Physicists create miniature sensors to help with cancer detection

Physicists at the Syracuse University School of Arts and Sciences hope to improve cancer detection with new nanomaterials and novels. Levi Movileanu, a professor of physics, creates miniature sensors that detect, describe and analyze protein interactions in serum (proton pump inhibitors). Information from proton pump inhibitors can be promoted in the biomedical industry, allowing researchers to try to discard protein cancer cell growth and spread.

The discovery of Movileanu is the subject of a paper by Nature Biotechnology magazine, by doctoral student Avinash Kumar Thakur. "The detailed knowledge of the human genome has opened up a new boundary for the identification of many functional proteins involved in short sports associations with other proteins," Movileanu said. "The main disturbances in these proton pump inhibitors lead to disease conditions. Because of the transient nature of these interactions, new methods are needed to assess them."

Enter Movileanu's lab design to create and optimize a unique biophysical tool called nanobiosensors. These highly sensitive, pore-based tools detect mechanical processes such as proton pump inhibitors at the single molecule level.

Proton pump inhibitors, although occurring in the human body, are difficult to detect with existing methods because they (ie, proton pump inhibitors, affect cell signaling and cancer development) last a millisecond. Movileanu's response was to create a hole cell membrane called the nanopore-through emission current. As the protein approaches or passes through the nanopore, the intensity of the current changes. The change allowed him to finally determine the nature of each protein and its identity.

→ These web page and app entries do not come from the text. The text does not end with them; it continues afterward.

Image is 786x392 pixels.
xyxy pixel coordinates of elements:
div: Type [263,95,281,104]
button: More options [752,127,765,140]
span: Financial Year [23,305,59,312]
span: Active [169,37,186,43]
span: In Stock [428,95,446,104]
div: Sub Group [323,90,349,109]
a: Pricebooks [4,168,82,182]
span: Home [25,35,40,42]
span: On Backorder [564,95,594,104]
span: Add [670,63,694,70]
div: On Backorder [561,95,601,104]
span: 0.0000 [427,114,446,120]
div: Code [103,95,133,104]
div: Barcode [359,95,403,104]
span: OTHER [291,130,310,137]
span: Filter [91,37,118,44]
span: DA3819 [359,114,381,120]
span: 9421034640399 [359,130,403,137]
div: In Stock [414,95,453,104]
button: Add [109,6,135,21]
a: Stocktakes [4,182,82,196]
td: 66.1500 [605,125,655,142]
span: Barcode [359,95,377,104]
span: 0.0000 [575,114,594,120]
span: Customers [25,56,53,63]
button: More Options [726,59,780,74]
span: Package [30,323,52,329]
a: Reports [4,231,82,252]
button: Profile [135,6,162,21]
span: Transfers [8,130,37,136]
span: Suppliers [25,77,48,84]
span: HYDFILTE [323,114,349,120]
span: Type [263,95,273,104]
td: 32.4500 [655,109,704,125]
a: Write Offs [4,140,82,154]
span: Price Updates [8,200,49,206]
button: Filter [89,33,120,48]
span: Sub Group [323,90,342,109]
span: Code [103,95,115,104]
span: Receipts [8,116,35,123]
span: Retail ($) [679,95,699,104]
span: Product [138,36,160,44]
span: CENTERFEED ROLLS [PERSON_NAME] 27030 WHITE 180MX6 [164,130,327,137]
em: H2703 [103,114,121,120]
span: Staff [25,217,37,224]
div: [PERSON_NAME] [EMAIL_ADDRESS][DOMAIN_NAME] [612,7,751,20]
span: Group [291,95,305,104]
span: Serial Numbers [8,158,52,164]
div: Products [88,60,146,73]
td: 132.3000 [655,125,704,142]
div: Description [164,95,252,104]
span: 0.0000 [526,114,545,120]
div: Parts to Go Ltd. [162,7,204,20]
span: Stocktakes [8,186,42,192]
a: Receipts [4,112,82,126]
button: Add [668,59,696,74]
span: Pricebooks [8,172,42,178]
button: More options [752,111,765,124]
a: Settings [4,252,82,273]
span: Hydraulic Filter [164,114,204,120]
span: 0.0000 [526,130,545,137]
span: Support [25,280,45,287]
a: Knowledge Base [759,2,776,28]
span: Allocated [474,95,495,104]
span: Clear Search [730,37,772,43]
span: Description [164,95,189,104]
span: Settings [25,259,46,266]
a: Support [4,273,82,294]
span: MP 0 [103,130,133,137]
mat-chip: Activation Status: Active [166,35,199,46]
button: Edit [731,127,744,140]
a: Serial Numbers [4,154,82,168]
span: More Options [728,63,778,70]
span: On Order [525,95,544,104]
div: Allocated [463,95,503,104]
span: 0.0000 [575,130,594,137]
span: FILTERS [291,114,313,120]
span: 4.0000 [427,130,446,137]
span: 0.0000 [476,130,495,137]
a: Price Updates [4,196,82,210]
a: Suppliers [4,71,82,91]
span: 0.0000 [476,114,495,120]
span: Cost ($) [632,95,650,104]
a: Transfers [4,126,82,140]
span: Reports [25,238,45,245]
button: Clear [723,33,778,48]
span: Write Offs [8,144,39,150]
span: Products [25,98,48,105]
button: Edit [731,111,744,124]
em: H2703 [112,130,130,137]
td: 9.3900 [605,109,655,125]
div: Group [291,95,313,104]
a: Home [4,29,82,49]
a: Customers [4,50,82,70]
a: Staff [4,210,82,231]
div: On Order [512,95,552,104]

The concept has no novelty – first of all, articulated in the 1980s until recently scientists began to produce and describe nanobiosensors for large-scale detection of DNA, sugar, explosives, toxins and other nanomaterials.

Movileanu hopes his real-time technology will detect cancer before it spreads. One type of cancer he is particularly interested in is lymphocytic leukemia, a common and aggressive disease that begins in the bone marrow and leaks into the bloodstream. Because leukemia cells are immature and die normally, they often get out of control.

"Leukemia cells build and crowd out normal, healthy cells in the bone marrow," Movileanu explained. "Unlike other cancers, usually starting in the chest, colon or lungs (and spreading bone marrow), lymphocytic leukemia originates in the lymph nodes, hence the name."

This summer, he received another four-year grant for NIH-his third date to build nanobiosensors for millions of dollars. This project involves a colleague from the State University of New York at the State University of Medical Sciences, an associate professor of biochemistry and molecular biology at the 93 G of Michael G.

The Movileanu project is part of an emerging field called interactomics that uses experimental and computational techniques to study the interactions between interactions and proteins.

“Data collection from a single protein sample is huge,” said Movileanu, a member of the Biophysics and Biomaterials Research Group at the Department of Physics. “Our nanostructures allow us to observe biochemical events in a sensitive, specific and quantitative manner. After that, we can make a solid assessment of individual protein samples.”

As for the future, proton pump inhibitor Movileanu wants to study more complex biological samples, such as cell lysates containing "crash" cells (liquid) and tissue biopsies. "If we know the function of part of the individual's cells, we can figure out why the tumor cells deviate from normal functional status," Movileanu said, earning his Ph.D. physics experiment in Bucharest, Romania. “Our small sensors may be large for biomarker screening, protein analysis and large-scale studies of proteins (called proteomics).”